Throughout their existence from 1904 until 1981, the Birmingham & Midland Motor Omnibus Company were an idiosyncratic operator whose area of operations ranged from the Welsh Marches and Shropshire in the West to Northamptonshire and Rutland in the East and from Oxfordshire and Gloucestershire in the South to Staffordshire and Derbyshire in the North.
Following deregulation in 1986, the established bus operators suddenly found themselves being challenged by new independent operators, some of whom ultimately disappeared from the scene while others were swallowed up by the larger groups.
Inside one of the world's most dangerous jobs with the star of History's top-rated reality show, Ice Road TruckersThe highest-rated reality show ever to hit the History channel, Ice Road Truckers follows the heart-pounding adventures of the tough-as-nails truckers who risk peril every day to deliver goods and supplies in Alaska and across Canada's frozen north.
Luton & District was formed in 1986 to operate the former southern depots of United Counties; it was sold by NBC to its employees in 1987 (a first), then sold again in 1994 to British Bus.
In the late 1980s, when he first took an interest in the buses he was travelling on, Kenny Barclay wouldn't have imagined in his wildest dreams that he would ever own one.
Heralded as one of the best examples in the bus and coach industry of deregulation working in almost textbook fashion, Oxford has enjoyed an excellent and dynamic transport system.
All of Britain's airports are served by buses and coaches in some form or other, whether it be by regular services from nearby towns and cities, those many miles away, or by buses connecting them with the airport's own long-stay or off-site car parks, and a few airports are also connected by rail and tram networks.
As part of the National Bus Company, Hants & Dorset Motor Service once served a large diverse area, stretching from the remote chalk uplands of North Hampshire, across Salisbury Plain through rural East Dorset to the coastal resorts of Swanage, Poole and Bournemouth, and the heavily populated areas of Southampton and Winchester.
David Devoy was first introduced to many of the independent Lanarkshire bus fleets back in the 1960s when he saw many of them on football hires to Glasgow, and on a school trip to visit a railway signal box in Motherwell which produced a street full of Hutchison's blue AEC service buses.
This is the story of Belfast's trolleybus system, told through an eclectic collection of over 200 photographs, from its opening in 1938 to its closure in 1968.
Starting at London City's eastern terminus, Aldgate, this book begins with the red central bus routes radiating out to Essex, featured together with the Green Line coach services.

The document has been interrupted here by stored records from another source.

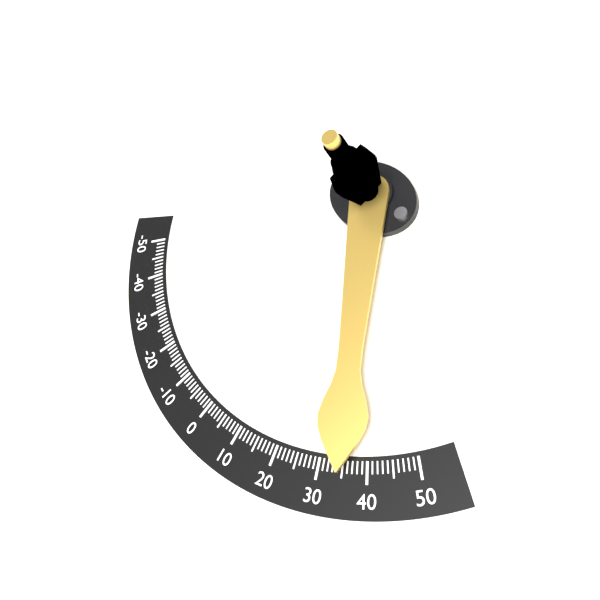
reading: 35 (no unit)
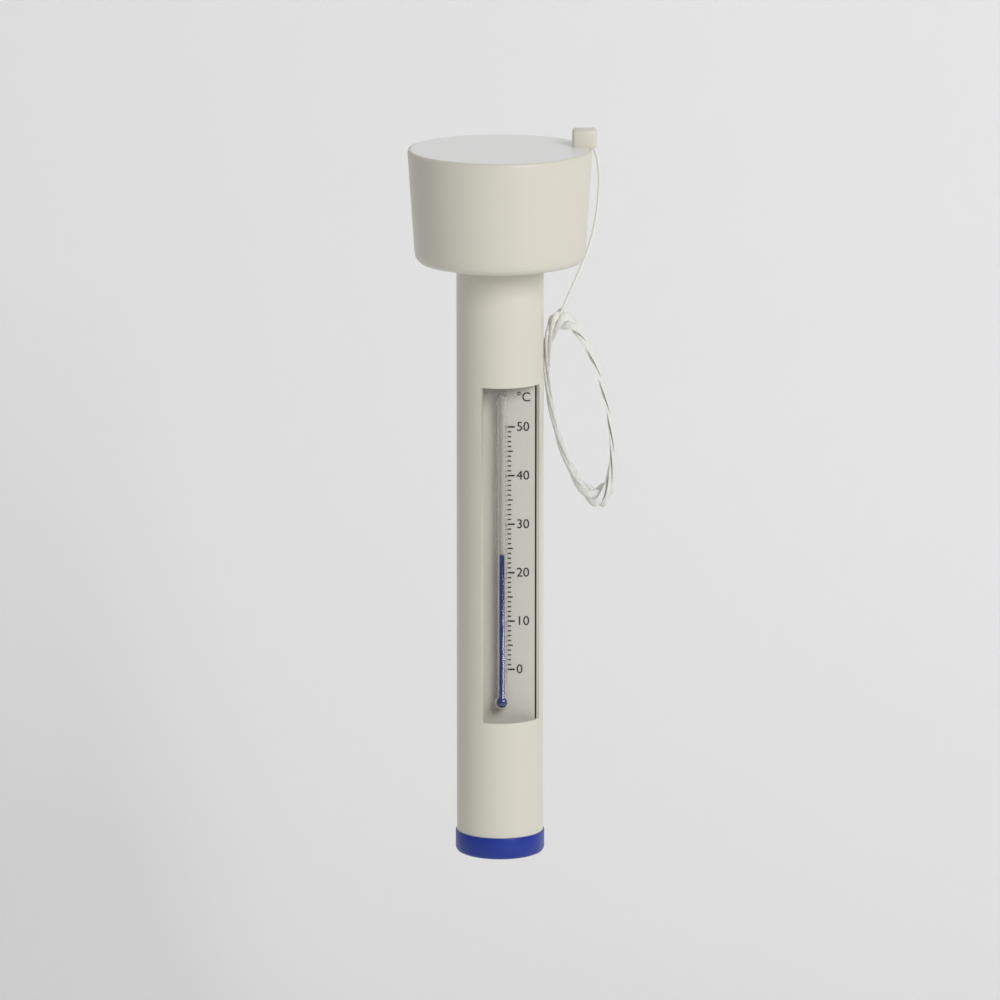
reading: 24 °C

The exact definition of east Scotland can be difficult to define due to its wide geographical areas, but for the purpose of this book the bus services covered are from a wide range of destinations including Aberdeen, Dundee, Edinburgh, Perth, Fife, the Borders and the Lothians.
Robert Appleton's superb images stretch back to 1970, featuring the buses of the Eastern Counties Omnibus Company Ltd and the Eastern National Omnibus Company Ltd.
Rikisha to Rapid Transit: Urban Public Transport Systems and Policy in Southeast Asia examines the historical development of urban public transport systems and policy in Southeast Asia.
Like many of the conurbations across Britain, the Greater Manchester region in the 1990s offered a fascinating mixture of buses from operators both large and small, new and established.
Like so many others, the author used to take for granted how as a boy he would be taken on a trolleybus or a tram to visit relatives or during the holidays he might travel on the steam train and a paddle steamer 'doon the water' to Dunoon, or some other Clyde Coast resort.
Arriva came to have a presence in Scotland as a result of several purchases and mergers, with a management buyout of Clydeside Scottish eventually leading to that company becoming a part of the giant Arriva group.
Coaches have long been a part of life in Britain, from the days of eighteenth-century stage coaches galloping along muddied tracks to air-conditioned fleets cruising the motorways of the modern day.
The McKindless bus company started off as a small operation of a few buses, a lorry and two coaches in 1987, and traded under the name of Chartered Coaches.
Following the deregulation of the bus industry in 1986, the transport scene in Northampton didn't alter as drastically as in some other UK towns and cities.
In the 1960s, many of the bus services in Scotland's Western Isles, from Lewis and Harris in the north down to Islay in the south, were operated by MacBrayne's, the company which also operated the ferry services between the islands and the mainland.
The Blackpool Electric Tramway Company commenced operation of a conduit system of railed vehicles along the Promenade between Cocker Street and Station Road on 29 September 1885.